Condensed, focused, and to the point, this book is a very fast read given the technical nature of the topics.
I highly recommend this book to people like me: curious and interested, intelligent (somewhat) and reasonably well-educated, but not an astrophysicist or anything like one. My only gripe is that other reviews had me expecting something more marvelous; this is good but not marvelous.
Also, I find Tyson's philosophy to be sweet but naïve. The whole, “The universe is so big, we must be nice to each other,” as much as I agree with it, is unmoving. Since according to the materialist philosophy the author and non-theists in general espouse, there is no ultimate meaning to existence itself, no purpose to life, the universe, or anything, there is no authority or reason for choosing a way of going through life (being nice or nasty, for instance) other than what one happens to prefer. So Tyson prefers a nice approach. I am very glad he does. But I don't know why, if he is right about the meaninglessness of everything, anybody else should care.
Anyway, I'm being a philosophical grouch. Don't let my grouchiness spoil a good book for you. Read it. Enjoy it. Learn from it. See the world with bigger eyes, or see a bigger world with the same old eyes.
A great little introduction to astrophysics. in a gentle and thoughtful way talks about the world, the universe and everything (related to it in astronomical way). Neil's style is great as always and it's not a difficult read either.

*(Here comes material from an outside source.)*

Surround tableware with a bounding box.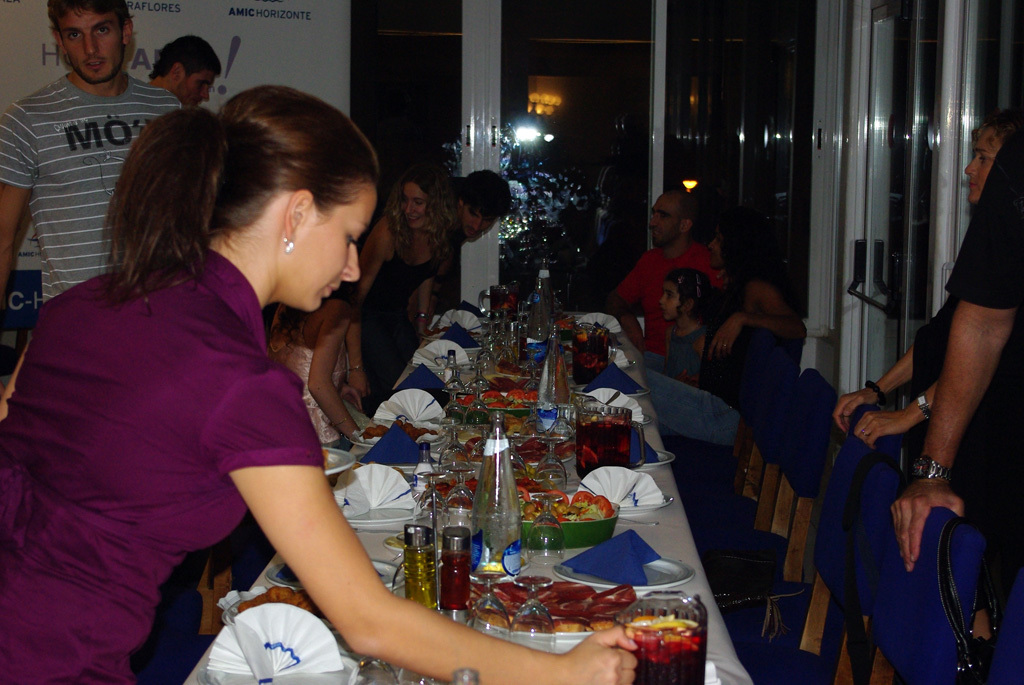
{"left": 469, "top": 362, "right": 489, "bottom": 397}.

To read about something that took 13 billion years in a hurry almost seems like a travesty. I wouldn't say that now I have unlocked the secrets of the universe. Far from it. But Tyson goes the extra light year to make it somewhat understandable and I think I may have made a slight dent in my universe. I recall trying to read Hawking's A Brief History of Time and by the time I finished Chapter 1, I was gasping for breath. Contrastingly, ...in a Hurry is more patient with you but I freely admit going back couple of paragraphs to re-read what I thought I understood but hadn't.
There's plenty to learn in this short tome especially about the latest strides in discovery and how Einstein really was a genius and justifies all the hype around him. But at the same time, I feel as if physics is keenly awaiting its next Newton or Einstein to explain so much that still remains unexplained. As Durant once said, education is a gradual discovery of your ignorance is so apt when we look up to the skies and look beyond every year.
As far as the solar eclipse on Monday is concerned, did you know that it's such a unique phenomenon just because of this fact - “The Moon is about 400 times smaller than the Sun, but it also just happens to be about 400 times closer. The result is that from Earth, they appear to be the same size.” Mind blown.